Any one who reads the sacred books of the East for the first time, especially the Vedic hymns, will be puzzled to say whether the Soma, which is referred to so often, is a deity or something to drink. If we turn up the word in the index volume of the Encyclopædia Britannica, we are astonished to find such an entry as this: “Soma, a drink, in Brahminical ritual, iv. 205; as a deity, iv. 205; vii. 249.” The soma, speaking scientifically, is an intoxicating liquor prepared from the juice of a kind of milk-weed, Asclepias acida, sometimes called the moon-plant.
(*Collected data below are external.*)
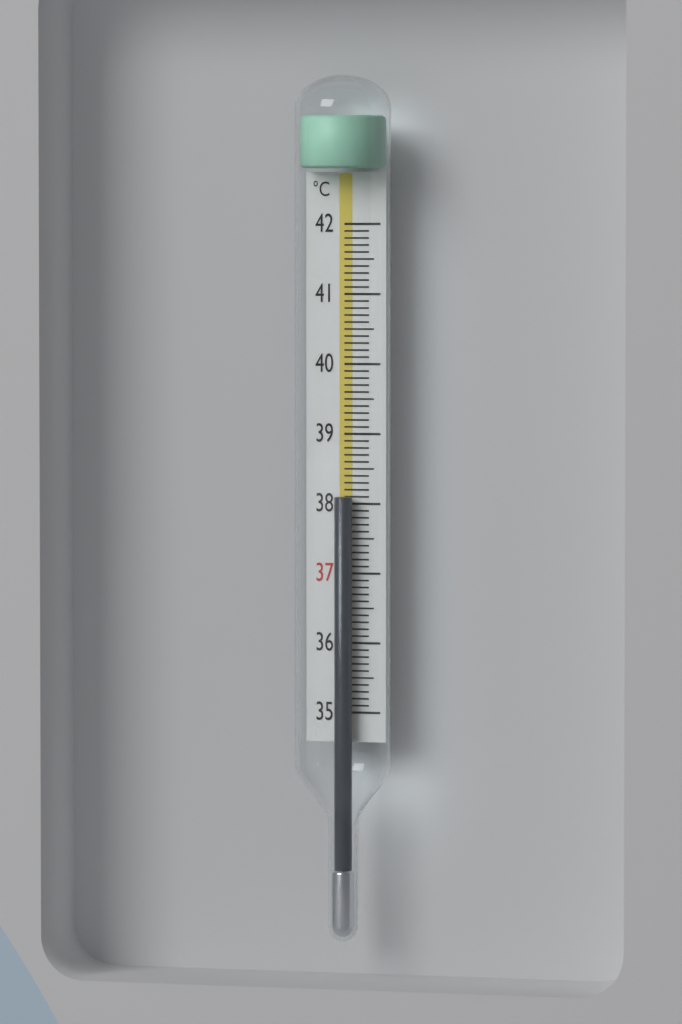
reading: 38.1 °C
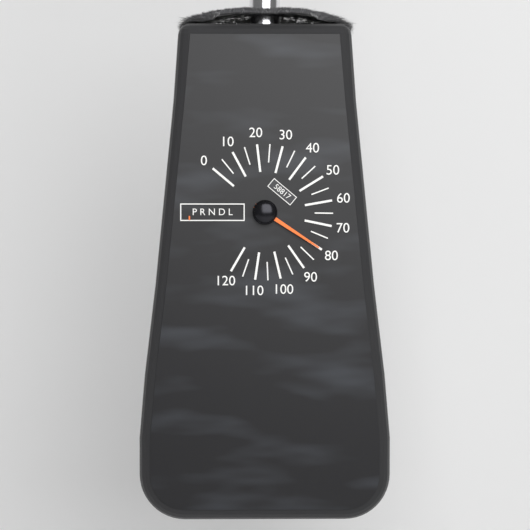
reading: 80 (no unit)
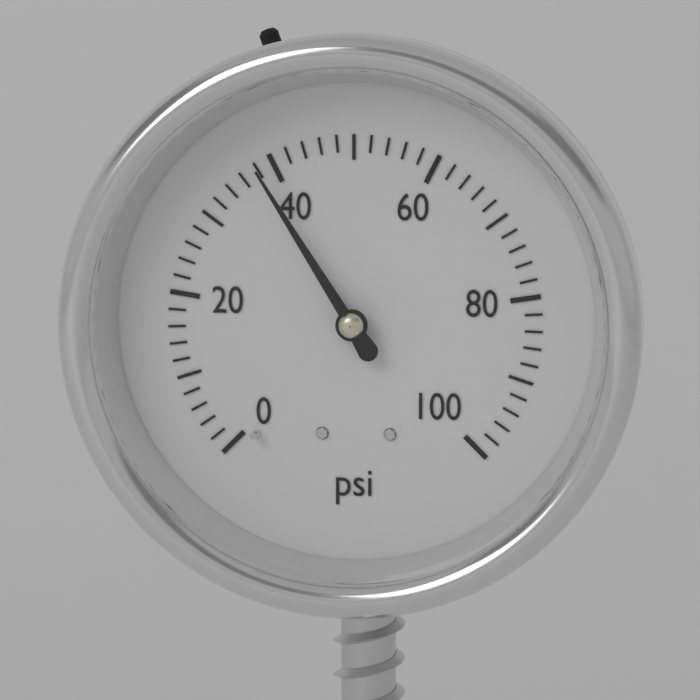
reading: 38 psi
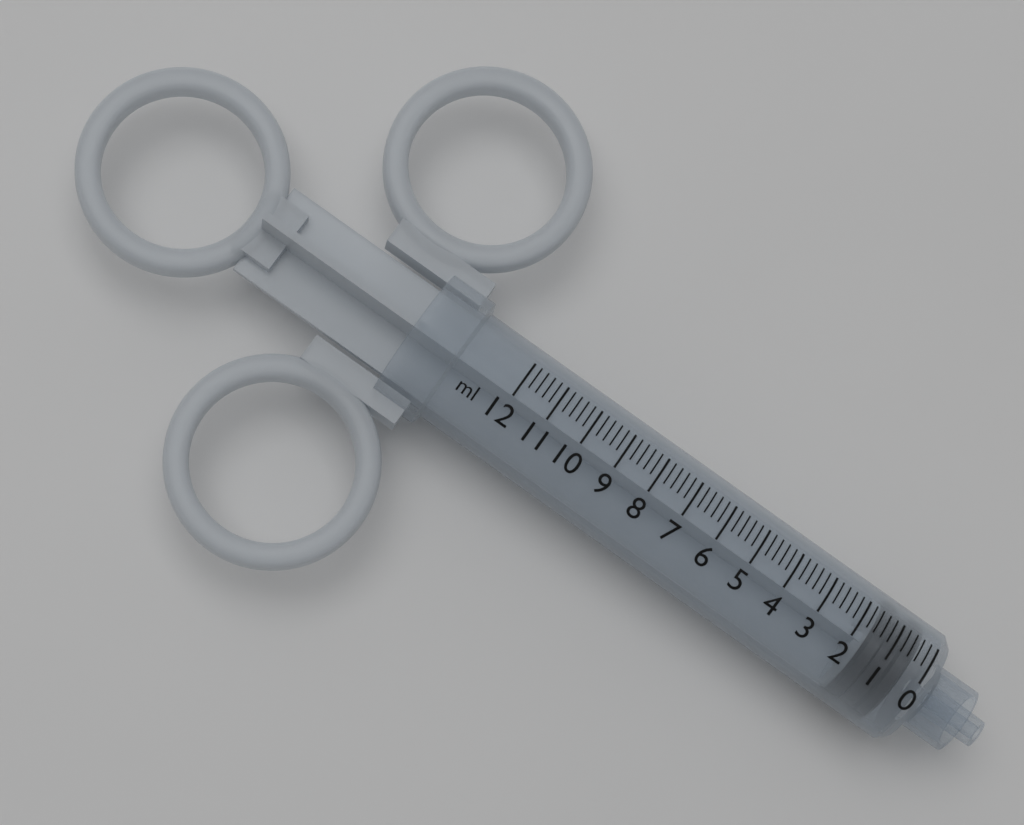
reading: 0.4 ml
In the Rig-Veda and the Zend Avesta (where it is called Haoma) it appears as a mighty god endowed with the most wonderful exhilarating properties. Herbert Spencer, in the chapter of the Sociology entitled “Plant-Worship,” gives some of the expressions used in the Rig-Veda concerning this fermented soma-juice.
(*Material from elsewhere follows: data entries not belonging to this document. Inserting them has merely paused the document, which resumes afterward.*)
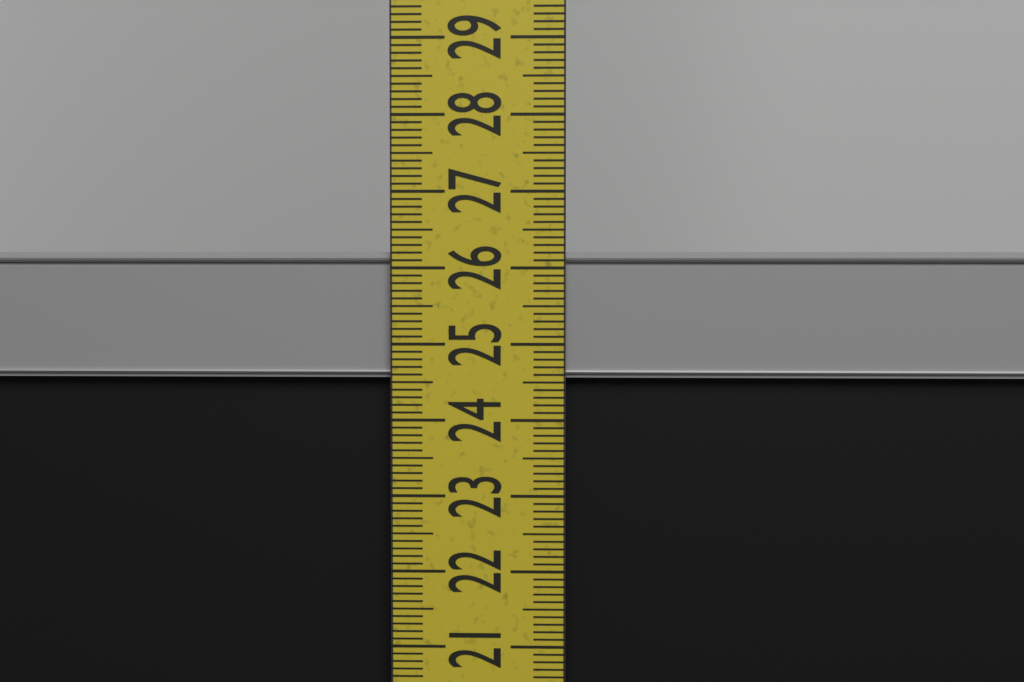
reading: 26.2 cm
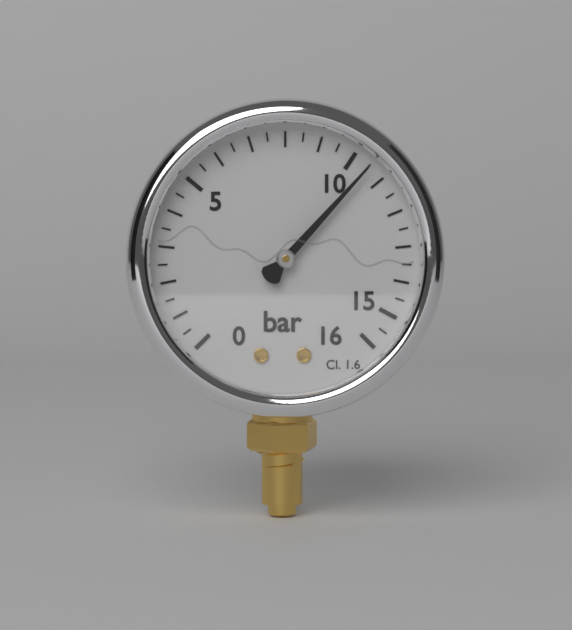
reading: 10.5 bar
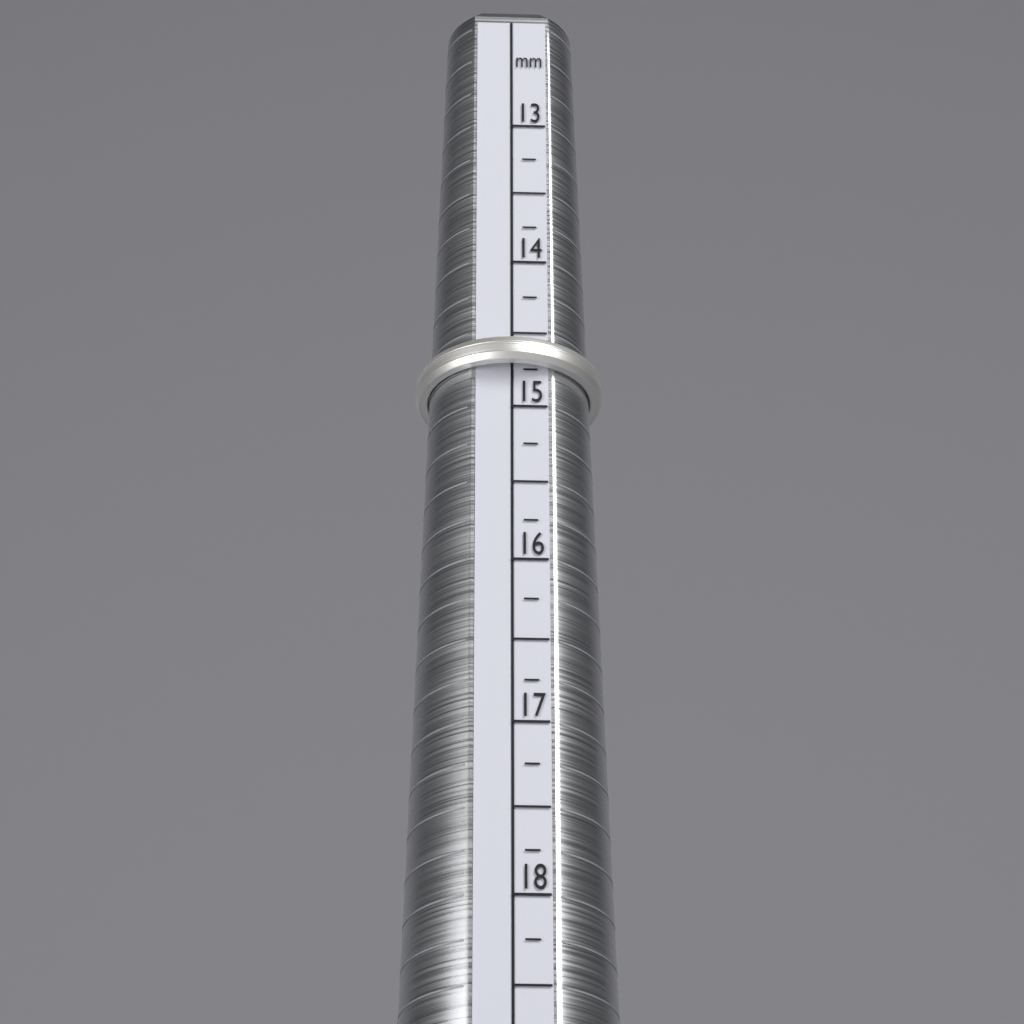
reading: 14.75 mm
“This [Soma] when drunk, stimulates my speech [or hymn]; this called forth the ardent thought.” (R.V. vi. 47, 3.)
“The ruddy Soma, generating hymns, with the powers of a poet.” (R.V. ix. 25, 5.)
“We have drunk the Soma, we have become immortal, we have entered into light, we have known the gods,” etc. (R.V. viii. 48, 3.)
“The former [priests] having strewed the sacred grass, offered up a hymn to thee, O Soma, for great strength and food.” (R.V. lx. 110, 7.)
“For through thee, O pure Soma, our wise forefathers of old performed their sacred rites.” (R.V. ix. 96, 11.)
“Soma—do thou enter into us,” etc.
Dr. Muir calls Soma “the Indian Dionysus.”
In Peru tobacco “has been called the sacred herb.”
Markham says, “The Peruvians still look upon coca with feelings of superstitious veneration.” In the time of the Incas it was sacrificed to the sun. In North Mexico, Bancroft says that some of the natives “have a great veneration for the hidden virtues of poisonous plants, and believe that if they crush or destroy one, some harm will happen to them.” “And at the present time,” says Mr. Spencer, “in the Philippine Islands, the ignatius bean, which contains strychnia and is used as a medicine, is worn as an amulet and held capable of miracles.” The Babylonians seem to have held the palm-tree as sacred, doubtless because fermented palm-juice makes an intoxicating drink.